What about expense? Well, who doesn’t love visiting a store devoted to organizing products? Wandering down the aisles, it’s easy to imagine living a serene and organized life. But oh, the price tag! Specialty organizers can carry a hefty price tag, so you decide that you can’t afford to get organized—not this pay period, anyway.

Nonsense! While organizing products offer clever and useful solutions to many common problems, buying them is not a prerequisite to getting organized. Their place in the organization process comes after the hard work has been done of cutting clutter, evaluating household storage, and making educated decisions about the requirements of your space and your stuff. None of these activities costs a dime, and neither does getting organized.

Can you tell an organized space by the way it looks? Be careful—organized is not a decorating style. Despite the efforts of home magazines to convince you otherwise, there’s no such thing as an organized housing style.

A minimalist home can look great on the surface but dissolve into chaos when you open a drawer or search for a filed paper. On the other hand, a cozy country house, complete with scattered belongings and children’s toys, can be a beautifully organized home that supports the daily life of the family that lives there. Know an organized space by the way it works, not by the way it looks.

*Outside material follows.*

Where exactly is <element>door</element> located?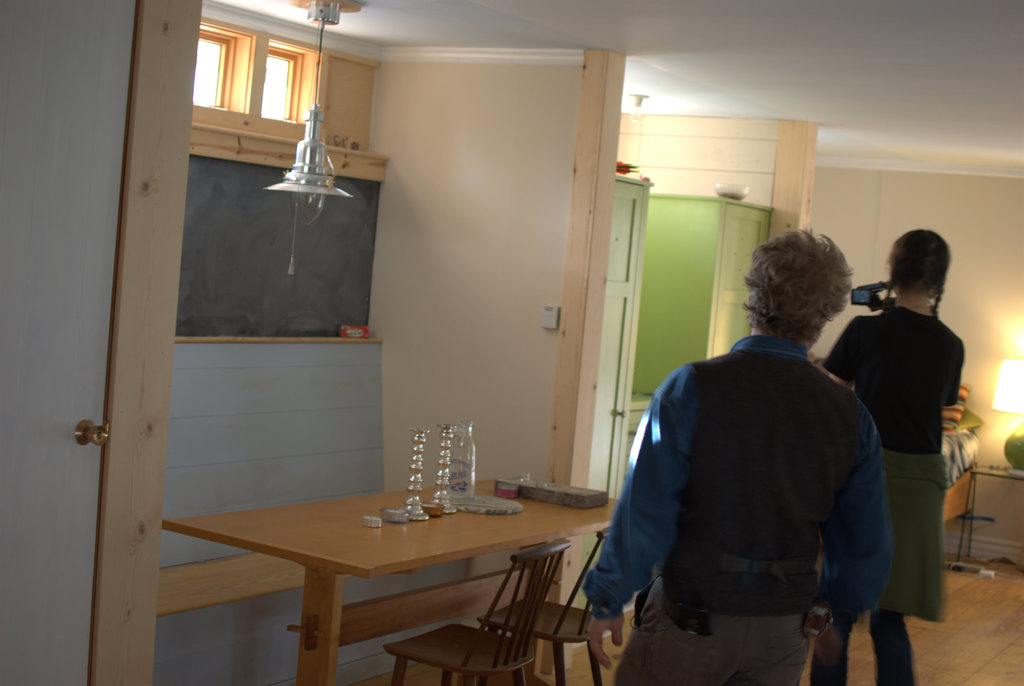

What about all those complex organization systems out there, the ones with mission statements and planner pages and checklists? Yes, they do exist, and for many people they represent an effective path to organized living. However, structured get-organized systems are not the only route to the goal. By all means, make use of them if they work well with your organizing style, your goals, and your budget. But if all those little check boxes make your skin crawl, take heart! You can achieve the same results with nothing more complicated than a simple spiral notebook and a pen.

One Right Way—Yours

Another factor can trip you up when reaching for better home and personal organization: the guru. Browsing the bookstore or surfing online, you can encounter testimonials about this method or that writer or workshop, and all of them are glowing. “Gee,” you say to yourself, “if it works for them, it has to work for me!”

If you’re lucky enough to hook up with a method that meets your personal organizing needs and preferences, it’ll be a match! But problems arise when you try to shove your square peg into their round hole. Experiencing setbacks when everyone around you appears to be making great strides forward can throw you off the path altogether.

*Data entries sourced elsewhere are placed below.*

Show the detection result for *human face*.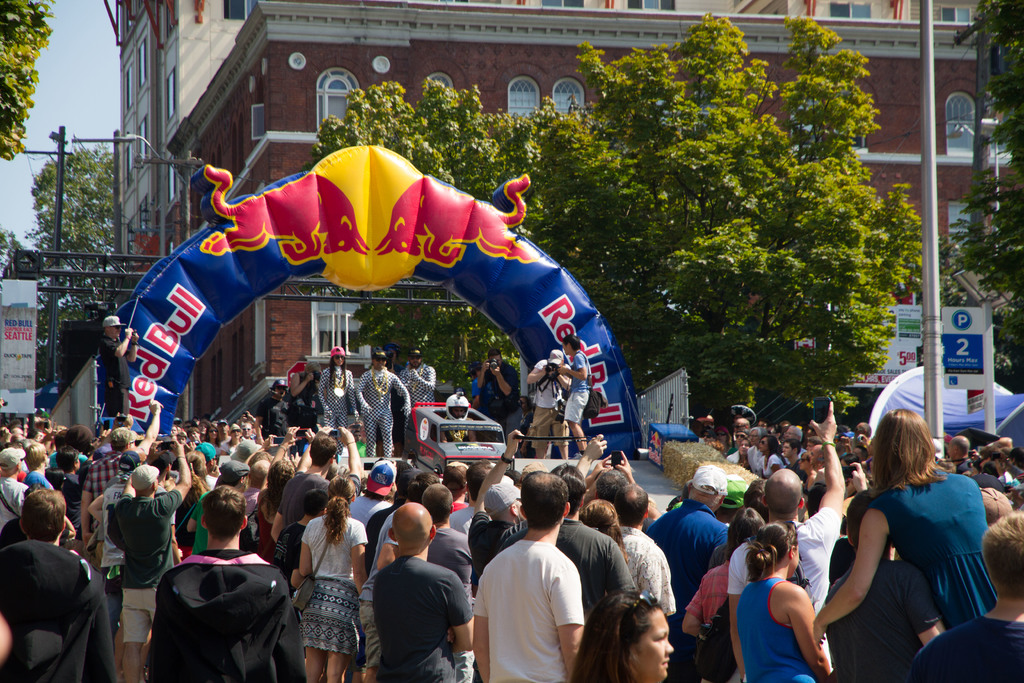
Rect(333, 353, 346, 367).
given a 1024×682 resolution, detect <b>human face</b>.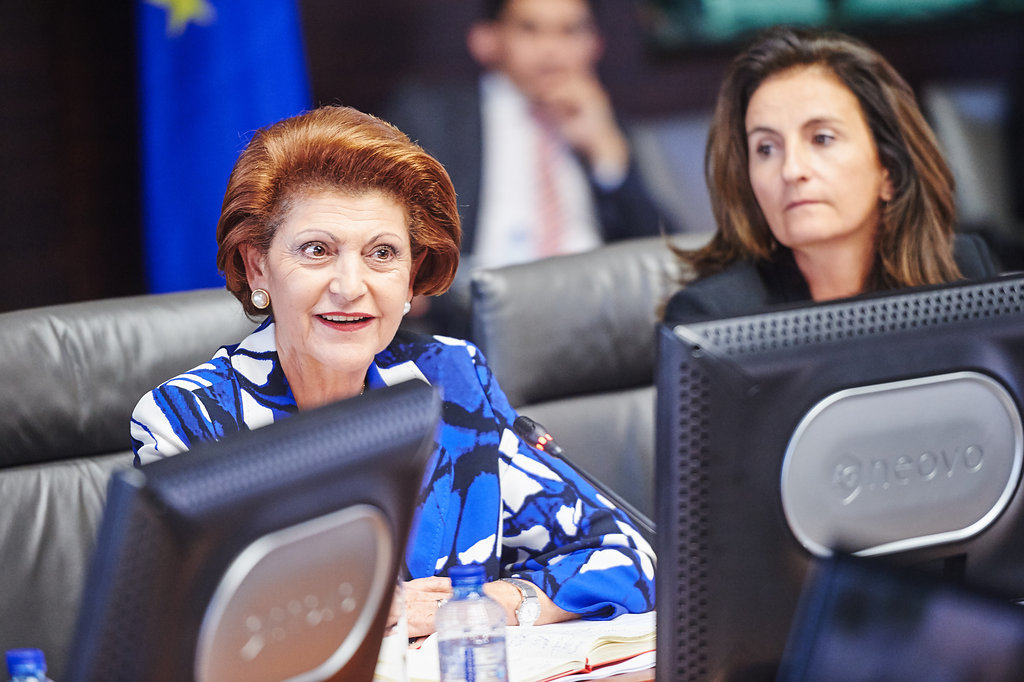
[x1=499, y1=0, x2=594, y2=98].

The fastest way to create an organized life that you can live with is to know yourself. Your goals, your strengths, and your challenges all affect where you’ll start and how you’ll travel down the path.

This book helps you determine your own clutter tolerance, filing preferences, time-management style, and taste in routines to help you craft a custom get-organized plan that will work for you—and work quickly.

ROAD HAZARD

When you’re fed up with a disorganized life, it’s tempting to go on the organizing equivalent of a crash diet, changing everything in your life at once. Resist the urge! Just as with weight loss, the secret to organized success is slow, steady progress. Save your energy for the long haul so you can sustain the journey to an organized life.